Playwright: Beth Wohl
At A Red Orchid Theatre, 1531 N. Wells Ave. Tickets 312-943-8722 or ARedOrchidTheatre.org; $30-$40. Runs through: Dec. 9
The wordlessness of A Red Orchid Theatre's Small Mouth Sounds takes getting used to, at least initially. But playwright Beth Wohl's 100-minute drama about a "silent retreat" lacks nothing in drama or storytelling. In director Shade Murray's seven-person ensemble, the intricate lives of six retreat participants and their increasingly frazzled teacher are vivid, compelling and dynamic.
A largely dialogue-free play could seem gimmicky, more of an exercise for actors than anything an audience could fully appreciate. But Wohl has descriptive powers that many more conventional wordsmiths lack. Murray's ensemble is up to the formidable task of creating characters largely without the benefit of words.
As the group trudges in toting various backpacks and satchels, each individual in it takes shape. Rodney ( Travis A. Knight ) is some kind of Youtube yogi, tall, supple, and a fan of shirtlessness, leather necklaces and the micro-bikini briefs that male Bikram devotees favor. Joan ( Jennifer Engstrom ) and Judy ( Cynthia Hines ) arrive as a couple, their faces etched with stress and hope. Alicia ( Heather Chrisler ) is wried with tension and can't stop twiddling with her phone. Ned ( Levi Holloway ) has the bearing of somebody who has been beaten down, repeatedly, for years. Jan ( Lawrence Grimm ) is uneasy, all suspicious glances and awkward limbs.
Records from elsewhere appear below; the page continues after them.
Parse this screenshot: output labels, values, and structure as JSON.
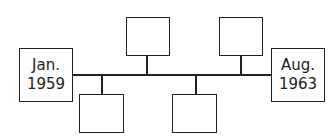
{
  "timeline": {
    "start": {
      "month": "Jan.",
      "year": "1959"
    },
    "end": {
      "month": "Aug.",
      "year": "1963"
    },
    "events_above": [
      {
        "label": ""
      },
      {
        "label": ""
      }
    ],
    "events_below": [
      {
        "label": ""
      },
      {
        "label": ""
      }
    ]
  }
}
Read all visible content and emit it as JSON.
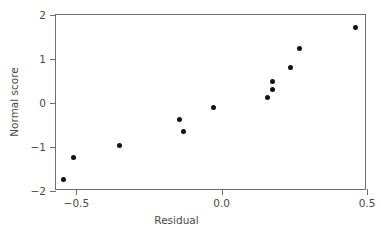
{
  "chart_data": {
    "type": "scatter",
    "title": "",
    "xlabel": "Residual",
    "ylabel": "Normal score",
    "xlim": [
      -0.57,
      0.5
    ],
    "ylim": [
      -2.0,
      2.0
    ],
    "grid": false,
    "legend": "none",
    "xticks": [
      {
        "value": -0.5,
        "label": "−0.5"
      },
      {
        "value": 0.0,
        "label": "0.0"
      },
      {
        "value": 0.5,
        "label": "0.5"
      }
    ],
    "yticks": [
      {
        "value": 2,
        "label": "2"
      },
      {
        "value": 1,
        "label": "1"
      },
      {
        "value": 0,
        "label": "0"
      },
      {
        "value": -1,
        "label": "−1"
      },
      {
        "value": -2,
        "label": "−2"
      }
    ],
    "marker": {
      "shape": "circle",
      "color": "#131313",
      "size_px": 5
    },
    "axis_color": "#6e6e6e",
    "points": [
      {
        "x": -0.543,
        "y": -1.73
      },
      {
        "x": -0.509,
        "y": -1.23
      },
      {
        "x": -0.351,
        "y": -0.96
      },
      {
        "x": -0.146,
        "y": -0.37
      },
      {
        "x": -0.133,
        "y": -0.64
      },
      {
        "x": -0.028,
        "y": -0.1
      },
      {
        "x": 0.156,
        "y": 0.13
      },
      {
        "x": 0.174,
        "y": 0.31
      },
      {
        "x": 0.174,
        "y": 0.48
      },
      {
        "x": 0.236,
        "y": 0.81
      },
      {
        "x": 0.267,
        "y": 1.24
      },
      {
        "x": 0.462,
        "y": 1.72
      }
    ],
    "n_points": 12,
    "annotations": []
  }
}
Wohl incrementally, ingeniously illuminates the reasons that brought everyone to this wilderness of wordlessness. Holloway gets a monologue ( in the retreat's "satsang," aka a sacred gathering and/or Q and A session ) that reveals a lifetime of woes that would try Job. It's to Holloway's credit that his soap-opera worthy litany makes Ned a figure of genuine empathy. You'll feel for the guy, even if he is all but wearing the thumb-and-index finger "L" on his forehead.
Engstrom and Hines' Joan and Judy are also dealing with tragedyor rather, the very real possibility that tragedy will hit them both with tremendous force in the very near future. When Joan has a meltdown that sends her fleeing for the nearest Starbucks, it's as primal as it is relatable. Hines' Judy doesn't have the same emotional pyrotechnics, but in her stillness, there's immeasurable, unmistakable anger and sorrow.
Chrisler shows the reason behind Alicia's inability to unplug with ferocious impact during a feral moment when the only sounds are screams and the lulling birdsong of the forest. Rodney, meanwhile, is wholly fascinating. He's one of those people who seem to glide with ease through the world: Exceptionally, conventionally beautiful by any measure and wholly at ease with his body. Rodney's issues, Wohl leads us to conclude, aren't necessarily rooted in things that have been done to him but rather things that he has done.
Gerachis' off-stage teacher offers guidance you can find in just about any self-help book you'd care to peruse, but it's not without wisdom. Still, her soothing tranquility cracks as the retreat continues, eventually revealing that enlightenment is always a destination, never a place one actually reaches.
Grimm has one of the toughest assignments as Jan, for reasons that don't become clear until the final moments of the production. There's a short, searing ( wordless ) moment when he reveals the reason for his stay, a quick shrug that makes up understand precisely what has happened to him. But when the retreat ends and the others grasp in relief at the connective tissue that words provide, Jan remains misunderstood and isolated.
Sound designer Jeffrey Levin fills the space with the alternately soothing and fearsome sounds of untrammeled nature, while Myron Elliott-Cisneros' costumes provide a thousand words ( at least ) worth of character development.